- Nederlands
- English
Inclusion: the importance of a comprehensive approach
-
Change
Inclusion has numerous benefits: for employees, the company, and society. The more diverse and balanced your workforce, the stronger it will be. By bringing together different profiles, you create a breeding ground for innovation and performance.
How on earth do you start?
"All well and good," I hear you thinking. "But how do I get started?" Unfortunately, there's no clear-cut guide. After all, an inclusion policy must be tailored to the company, the current workforce, and the talent you want to attract. But a few tips can help you develop a policy tailored to your organization.
In any case, be aware of unconscious biases. Everyone views the world or a given situation from their own perspective. So keep in mind that a policy or certain action points may not be interpreted or experienced in the same way by everyone.
When developing an inclusion policy, it's best to establish a (diversity) team comprised of stakeholders from various levels of the organization, including management, HR, and HR Business Partners. It's best to start by assessing the situation before taking action. Map the current situation and paint a picture of diversity within the organization. This can be achieved through process analyses and qualitative research.
- Where are you today?
- How diverse is your organization?
- What are you already doing to promote inclusion?
You can also collect data to determine your performance on specific parameters, such as the gender distribution in certain sectors. Gather feedback from current employees and certain minority groups to determine what questions or challenges they face regarding diversity and inclusion; this can be done through in-depth interviews or surveys.
Gather all the feedback and try to understand the different perspectives as best as possible. Then define what inclusion and diversity mean for your company, where you want to go, and communicate the benefits.
From roadmap to action plan
Once the vision is clear, you can develop a roadmap for the coming years. To foster anchoring and support throughout the organization, it's important that representatives from the various levels, departments, and domains are involved from the outset.
This roadmap should not be a static document; there should be room for evaluation and adjustments.
- Define your why.
- Ensure your vision is anchored in your purpose and corporate culture, and that the added value of inclusion is incorporated into a concrete business story.
- Define principles and concrete actions for the coming year.
- Schedule evaluation moments and determine which parameters or results you will evaluate.
Formulate the concrete steps into a clear, multidimensional action plan that effectively strives for inclusion. You can also draw on external expertise from specific representative organizations for this purpose.
The importance of involvement
Inclusion concerns everyone and must be embedded in the organization. Therefore, it's crucial to involve everyone in the search for solutions. This means not just top-down or bottom-up approaches; both approaches must be willing to challenge each other. Governance is essential for making important policy decisions, but a solid foundation is also needed for a practical, inclusive work culture. HR Business Partners—as SPOCs—play a crucial role, both in implementing initiatives and in providing feedback from the field.
Does everything always go smoothly?
Absolutely not. That's why a learning culture and an open environment where management and colleagues are genuinely there for each other and where everyone is treated equally (regardless of ethnicity, age, or gender) are fundamental building blocks for an inclusion policy. So, regularly evaluate where you stand, how employees feel, and be willing to adjust your policies and actions where necessary.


### Your task
Below are some records. Return exactly their lines from the one containing "Outline <element>man</element>. Reply" through the one containing "Show the detection result for car.", and drop the pictures.

### Task inputs
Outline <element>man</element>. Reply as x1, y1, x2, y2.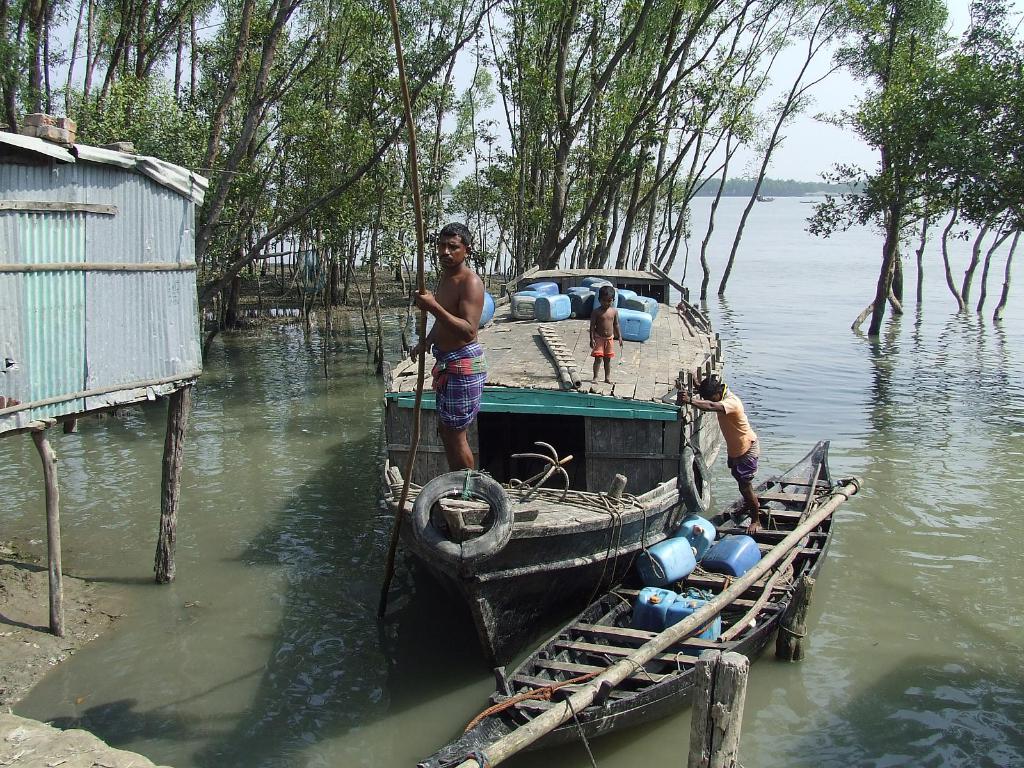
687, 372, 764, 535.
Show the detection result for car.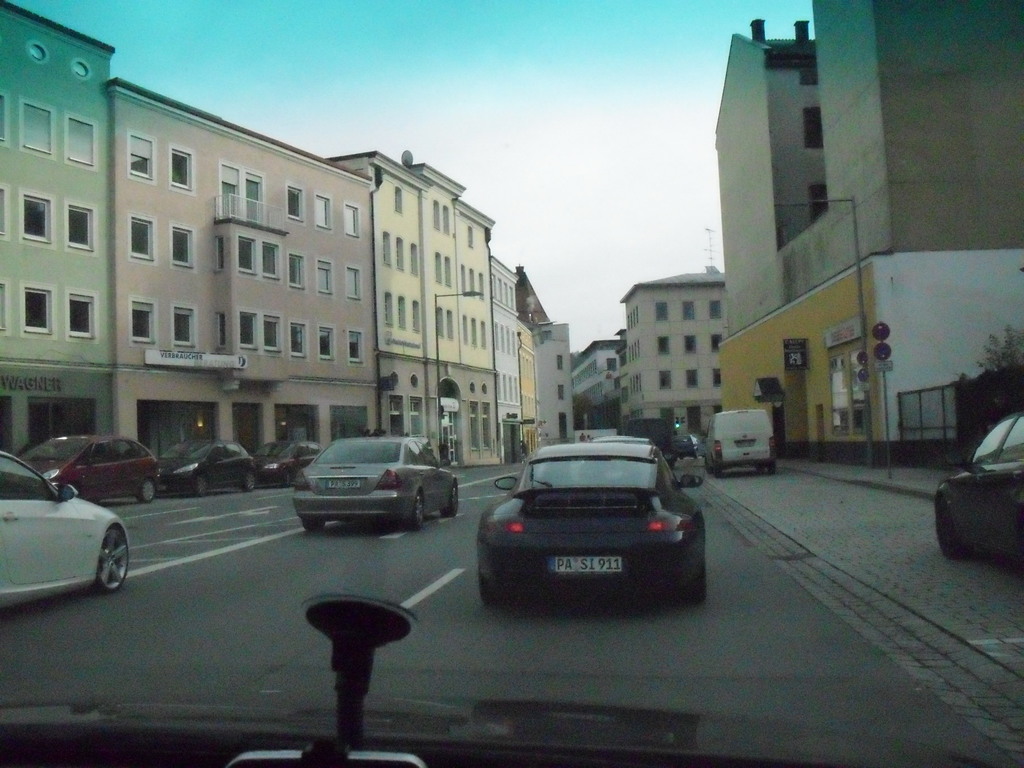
--
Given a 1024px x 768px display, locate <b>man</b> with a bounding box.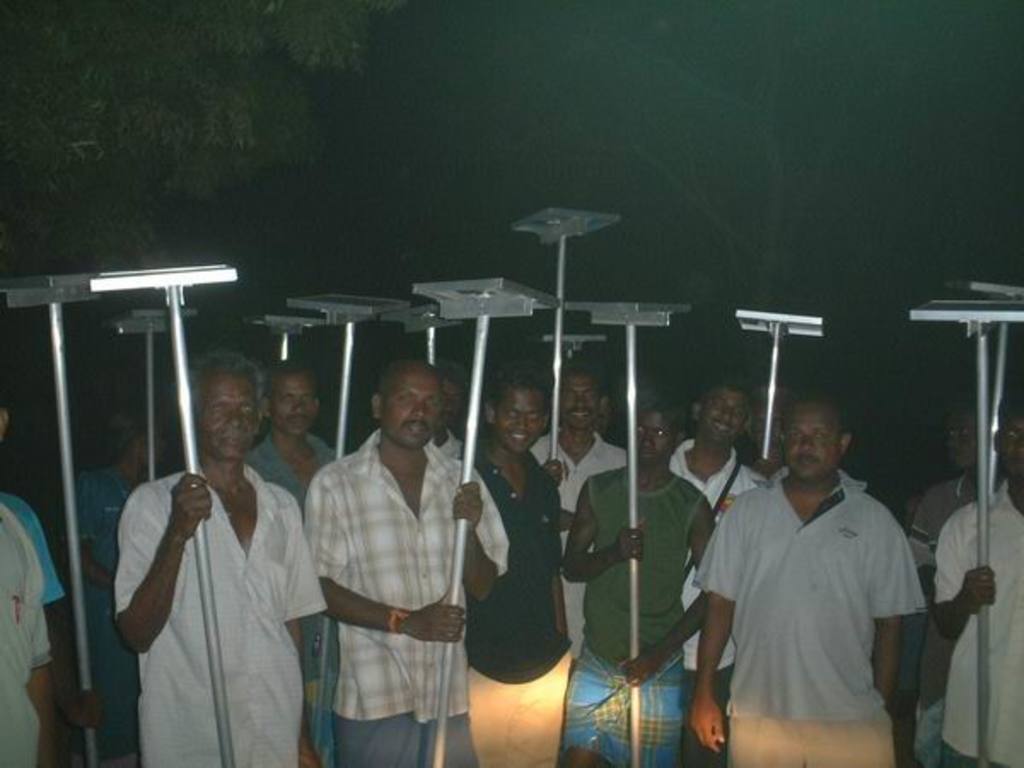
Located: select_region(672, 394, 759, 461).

### Response box
Outline <element>man</element>. Reply as x1, y1, x2, y2.
687, 372, 764, 535.
Show the detection result for car.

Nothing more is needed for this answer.